I realised that the connections between centuries-old William Blake, who I’d loved since GCSE, and Sendak, were staggering; both of them deserved to be known as visionary artists as well as writers, and both were interested in Innocence and Experience: what happens when the smooth skin of childhood begins to grow fur and claws, begins to howl at the moon, and no doctor or faith healer can reverse the process of devolution. I first learned of Sendak’s Jewish American heritage. I read that when Where the Wild Things Are first hit shelves in the sixties, parents of all backgrounds protested against it. They didn’t want to find the book in libraries, especially school libraries where any lack of morality, any portrayal of unchecked anger and allusion to cannibalism (‘I’ll eat you up, I love you so!’), might influence their children.

But I also remember reading that when Sendak was in the process of creating the Wild Things, it was family which he had in mind. The monsters represented his own: neurotic, argumentative, outrageously immature and difficult, ultimately a big bundle of love and furry comfort – with teeth. If I remember rightly, that famous line, “Oh please don’t go – we’ll eat you up – we love you so”, was a paraphrase of Sendak’s aunt, who would say ‘I’ll eat you up!’ while pinching his cheeks until they were red-raw. This is one of the many things that Jonze’s movie got exactly right; the archetypal nature of family personalities. We all know what they are like, and we have all wanted to scarper from them. This is not immoral, this is real, and it’s OK. Ultimately, Sendak does teach us morality. He teaches us what love is like; because yes, the Wild Things are volatile loose cannons, but they are also Max’s family. And we don’t choose our family. Not only that. Max retreats on his pilgrimage (it’s too complex to call a ‘tantrum’) for a short time, during which he remains constantly aware of his mother, even as he sails away from her, ‘over a year / and in and out of weeks / and through a day’. He finally tells his Wild Things, his demons, that he must go back into the familiar, the domestic, despite how much fun they’re having, because he is lonely and wants to be ‘where someone loved him best of all’. Once there, he is rewarded with his supper, which is waiting for him, still hot. This is the parable of the Prodigal Son, only the Father has become the Mother.
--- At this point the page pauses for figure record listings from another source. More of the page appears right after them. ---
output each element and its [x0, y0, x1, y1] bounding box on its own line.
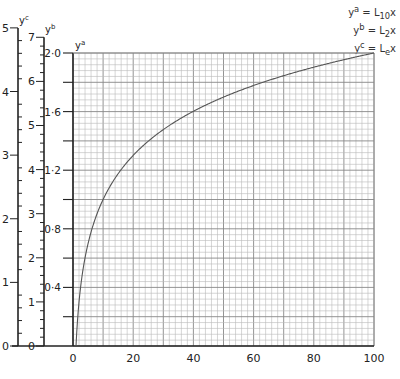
- yb-tick-label: 1: [28, 296, 35, 309]
- yc-tick-label: 5: [2, 22, 9, 35]
- yb-tick-label: 5: [28, 119, 35, 132]
- yc-tick-label: 2: [2, 213, 9, 226]
- yb-axis-label: yb: [45, 23, 56, 35]
- x-tick-label: 20: [126, 352, 140, 365]
- ya-tick-label: 2·0: [44, 47, 61, 59]
- yb-tick-label: 0: [28, 340, 35, 353]
- x-tick-label: 0: [70, 352, 77, 365]
- yc-tick-label: 1: [2, 276, 9, 289]
- yb-tick-label: 7: [28, 31, 35, 44]
- log-chart: 0·40·81·21·62·0ya01234567yb012345yc02040…: [0, 0, 400, 379]
- ya-axis-label: ya: [75, 39, 85, 51]
- yc-tick-label: 3: [2, 149, 9, 162]
- yc-axis-label: yc: [19, 14, 29, 26]
- yc-tick-label: 4: [2, 86, 9, 99]
- x-tick-label: 100: [364, 352, 385, 365]
- ya-tick-label: 0·8: [44, 223, 61, 235]
- yb-tick-label: 2: [28, 252, 35, 265]
- yb-tick-label: 3: [28, 208, 35, 221]
- x-tick-label: 60: [247, 352, 261, 365]
- ya-tick-label: 1·6: [44, 106, 61, 118]
- x-tick-label: 80: [307, 352, 321, 365]
- ya-tick-label: 0·4: [44, 281, 61, 293]
- yb-tick-label: 6: [28, 75, 35, 88]
- yb-tick-label: 4: [28, 164, 35, 177]
- yc-tick-label: 0: [2, 340, 9, 353]
- x-tick-label: 40: [186, 352, 200, 365]
- ya-tick-label: 1·2: [44, 164, 61, 176]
Sendak was never one to avoid a controversy, and whether or not this gender reversal was meant (it could have been, but I'm speculating), we know this: Sendak was concerned with living as an outsider, an ‘other’, a non-normative, a Wild Thing. And these are the children, I would think, who were most impacted by his work. In a 2008 article in The New Yorker, Sendak revealed that he was gay and had been living with a partner for several years (how many, I can’t remember).* I hate that he felt he had to keep that information under wraps, but I know why; I know something about the world he moved in, the walls he had to move in order to breathe there. For a child born with Spina bifida and Hydrocephalus, an adolescent who wanted to be a writer and illustrator when he grew up, and now an adult who got his wish – in many ways, not all – Sendak has been more than an inspiration. He’s been a guide. His books and drawings taught me how to live in my body, be an ‘other’, and be fine with it. More than ‘fine’; somewhere, there is a Wild Rumpus starting for anyone who can identify as an outsider. For all these reasons, my heart ached when I heard that Maurice Sendak had died, and it still aches today. I grieve him, even as I can see the Wild Rumpus that erupted upon his arrival in heaven. I grieve him even as, in my mind’s eye, I can see everyone I’ve grieved, joining in that Wild Rumpus with him, their faces lit by a campfire that will never be extinguished. This quote, from the New York Times, says everything: ‘Some of Mr. Sendak’s relatives died in the Holocaust, and from an early age he was acquainted with death. “I cry a lot because I miss people,” he once said. “They die and I can’t stop them. They leave me and I love them more.” ’ I never got to meet Maurice Sendak. It doesn't matter. I miss him.

*I haven’t researched any of this; I’ve written it all from memory. Bite me!